Media pile on Trump over 'violent' rhetoric while overlooking Biden threats

By 
 November 17, 2023

Donald Trump is facing criticism in the media over his allegedly "violent" campaign rhetoric after he pledged to go after "vermin" on the radical left.

Like a broken record, CNN is comparing Trump to Hitler while overlooking the many examples of extreme rhetoric deployed by Democrats including President Biden.

Trump's "violent" rhetoric?

At a speech in New Hampshire last weekend, Trump said he would "root out" the "radical left thugs that live like vermin within the confines of our country.”

Despite the strong metaphorical language, Trump did not make any violent threats in his speech.

Still, Biden condemned Trump's language and likened Trump to Adolf Hitler - a comparison that has echoed throughout the mainstream media.

"It echoes language you heard in Nazi Germany in the '30s," Biden said. "And it isn't even the first time."

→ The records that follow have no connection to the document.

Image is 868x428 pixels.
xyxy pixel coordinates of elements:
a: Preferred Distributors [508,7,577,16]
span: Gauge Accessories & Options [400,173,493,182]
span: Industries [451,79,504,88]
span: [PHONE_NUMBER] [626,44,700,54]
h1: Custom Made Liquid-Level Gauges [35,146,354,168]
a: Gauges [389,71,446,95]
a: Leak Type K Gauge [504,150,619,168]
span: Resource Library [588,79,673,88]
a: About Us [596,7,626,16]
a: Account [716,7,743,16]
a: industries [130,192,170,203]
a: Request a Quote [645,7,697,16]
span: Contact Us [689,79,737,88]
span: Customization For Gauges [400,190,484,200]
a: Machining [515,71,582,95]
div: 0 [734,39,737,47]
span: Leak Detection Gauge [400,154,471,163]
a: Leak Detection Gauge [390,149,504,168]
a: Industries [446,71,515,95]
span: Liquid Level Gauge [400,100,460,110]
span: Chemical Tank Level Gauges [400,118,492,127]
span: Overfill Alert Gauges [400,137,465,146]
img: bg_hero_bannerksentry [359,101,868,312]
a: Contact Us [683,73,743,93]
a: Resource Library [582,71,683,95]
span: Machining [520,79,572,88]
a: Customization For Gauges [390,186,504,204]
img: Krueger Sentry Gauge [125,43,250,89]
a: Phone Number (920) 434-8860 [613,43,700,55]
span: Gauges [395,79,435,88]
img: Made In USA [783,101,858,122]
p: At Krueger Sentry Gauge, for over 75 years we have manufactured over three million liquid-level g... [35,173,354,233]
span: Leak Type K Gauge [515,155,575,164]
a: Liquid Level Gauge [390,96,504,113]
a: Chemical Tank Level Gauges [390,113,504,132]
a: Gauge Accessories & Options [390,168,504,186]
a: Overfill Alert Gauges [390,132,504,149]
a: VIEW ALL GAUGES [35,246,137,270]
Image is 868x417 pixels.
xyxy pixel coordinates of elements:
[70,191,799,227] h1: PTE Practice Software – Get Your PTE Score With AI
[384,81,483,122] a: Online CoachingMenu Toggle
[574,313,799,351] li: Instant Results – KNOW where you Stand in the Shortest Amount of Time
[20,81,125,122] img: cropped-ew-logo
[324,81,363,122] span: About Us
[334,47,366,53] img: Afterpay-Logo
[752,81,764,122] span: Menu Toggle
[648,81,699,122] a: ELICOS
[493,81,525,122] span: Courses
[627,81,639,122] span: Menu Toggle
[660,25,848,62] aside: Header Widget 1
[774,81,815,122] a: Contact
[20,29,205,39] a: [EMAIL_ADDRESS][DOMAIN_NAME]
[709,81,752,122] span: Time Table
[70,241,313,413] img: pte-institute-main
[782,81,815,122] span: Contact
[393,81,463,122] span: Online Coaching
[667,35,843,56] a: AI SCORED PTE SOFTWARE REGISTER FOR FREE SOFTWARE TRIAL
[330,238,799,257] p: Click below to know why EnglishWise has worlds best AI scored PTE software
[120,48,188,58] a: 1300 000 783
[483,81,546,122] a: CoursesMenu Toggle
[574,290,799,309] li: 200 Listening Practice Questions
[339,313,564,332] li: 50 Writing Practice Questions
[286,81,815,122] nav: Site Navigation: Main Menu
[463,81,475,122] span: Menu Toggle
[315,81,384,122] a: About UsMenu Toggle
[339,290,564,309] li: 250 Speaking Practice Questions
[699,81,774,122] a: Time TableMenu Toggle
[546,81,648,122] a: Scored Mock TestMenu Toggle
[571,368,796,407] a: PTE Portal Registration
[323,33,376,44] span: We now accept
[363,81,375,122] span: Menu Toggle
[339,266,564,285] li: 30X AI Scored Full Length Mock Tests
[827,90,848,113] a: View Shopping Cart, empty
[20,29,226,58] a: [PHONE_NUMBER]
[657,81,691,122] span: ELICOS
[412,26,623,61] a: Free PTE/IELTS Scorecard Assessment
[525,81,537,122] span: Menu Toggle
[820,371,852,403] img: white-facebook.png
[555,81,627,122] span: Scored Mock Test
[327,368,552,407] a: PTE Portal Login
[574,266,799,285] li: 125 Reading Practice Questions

CNN's Jake Tapper complained of Trump's "dehumanizing rhetoric" that brings an "element of violence."

Selective memory?

It seems the media are suffering from selective memory loss.

Biden has frequently described his political opponents as enemies of America - most famously in a notorious speech before the 2022 midterms, in which, flanked by Marines, he called Trump and his followers a threat to "the very foundations of our republic."

The presence of Marines in the speech, of course, carried an implied threat of physical force against so-called "MAGA extremists."

The media also seem to have forgotten that Biden has mused about getting physical with Trump.

"They asked me if I’d like to debate this gentleman, and I said 'no.' I said, 'If we were in high school, I’d take him behind the gym and beat the hell out of him,'" Biden said on the campaign trail in 2018.

Media distortion

The left-leaning The Hill news outlet attempted to draw a connection between Trump's "violent" rhetoric and Republicans in Congress after Oklahoma Senator Markmawyne Mullin challenged the president of the Teamsters to a fistfight.

Senator Mitt Romney, the exiled, self-appointed conscience of the right, also laid blame on Trump for the "coarsening" of American politics.

“I don’t think that President Trump created something in the population that wasn’t there, but he brought something out that had been held behind norms and comity that is now out in the open,” he said. “Have we coarsened our debates and our dialogue? No question.”

This appears to be another case in which Trump's figurative language is blown out of proportion and distorted by the left-wing press.

In a famous example, Trump exhorted his supporters to "fight like hell" in his speech on January 6th, but in the same comments he urged them to be "peaceful."